· Translation: KJV

Romans 12:9Let love be without hypocrisy. Abhor that which is evil. Cling to that which is good.

The setting

Rome, ~57 AD. Paul shifts from spiritual gifts to the foundation of all Christian living — authentic love that makes hard moral choices...

The emotion here: urgency to see genuine transformation in believers' daily relationships

The original word

agapē (ἀγάπη) — deliberate, choosing love, not emotion or feeling

Why it matters

Roman theater used masks called 'hypokrisis' — Paul uses the same word for fake love

Read with care

What most readers miss in Romans 12:9

Paul gives three rapid-fire commands: love genuinely, hate evil actively, cling to good desperately

Common misconceptionPeople think 'abhor evil' means be judgmental toward sinners, but Paul is talking about your own moral choices — hate the evil in yourself, cling desperately to what's good.

Bible Genome reading

Romans 12:9 — Bible Genome reading

SpeakerPaul
Eraearly_church
Primary emotiondeciding
Literary typeteaching
MarkCommand

Emotional genome

Comfort power40%
Quotability80%
Memorability80%
Crisis relevance80%
Standalone70%
Themes:authentic lovemoral clarityrighteousness

In context

No verse stands alone.

Read the conversation around it.

Open Romans 12

Romans 12:9 comes from the book of Romans, written during the early_church period. These words are attributed to Paul. The dominant emotion in this verse is deciding, with a comfort power of 40% and a tone that is commanding. It belongs to the teaching genre of biblical literature. Key themes include authentic love, moral clarity, righteousness. Notable phrases: love be without hypocrisy; abhor evil; cling to good. This verse contains a command.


# [Work task]
Below are the records; collect from them each line containing the string "Actividades".

# [Provided material]

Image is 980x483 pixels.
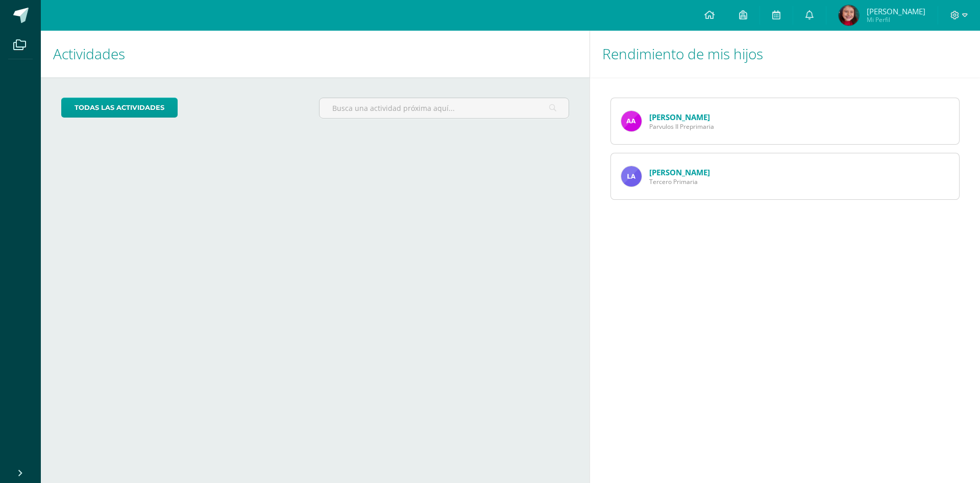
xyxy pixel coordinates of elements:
[866,6,925,16] span: [PERSON_NAME]
[53,30,577,77] h1: Actividades
[649,177,710,186] span: Tercero Primaria
[602,30,968,77] h1: Rendimiento de mis hijos
[621,166,642,186] img: 05d65d195760d25c7bd02f0c9f205645.png
[319,98,568,118] input: Busca una actividad próxima aquí...
[61,97,177,118] a: todas las Actividades
[649,122,714,131] span: Parvulos II Preprimaria
[839,5,859,25] img: 083ad7fa40920b576607324bf618279f.png
[621,111,642,132] img: 84fce61ce83fa76147917b925ecdb945.png
[866,16,925,24] span: Mi Perfil
[649,112,710,122] a: [PERSON_NAME]
[649,167,710,177] a: [PERSON_NAME]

# [Answer box]
[53,30,577,77] h1: Actividades
[61,97,177,118] a: todas las Actividades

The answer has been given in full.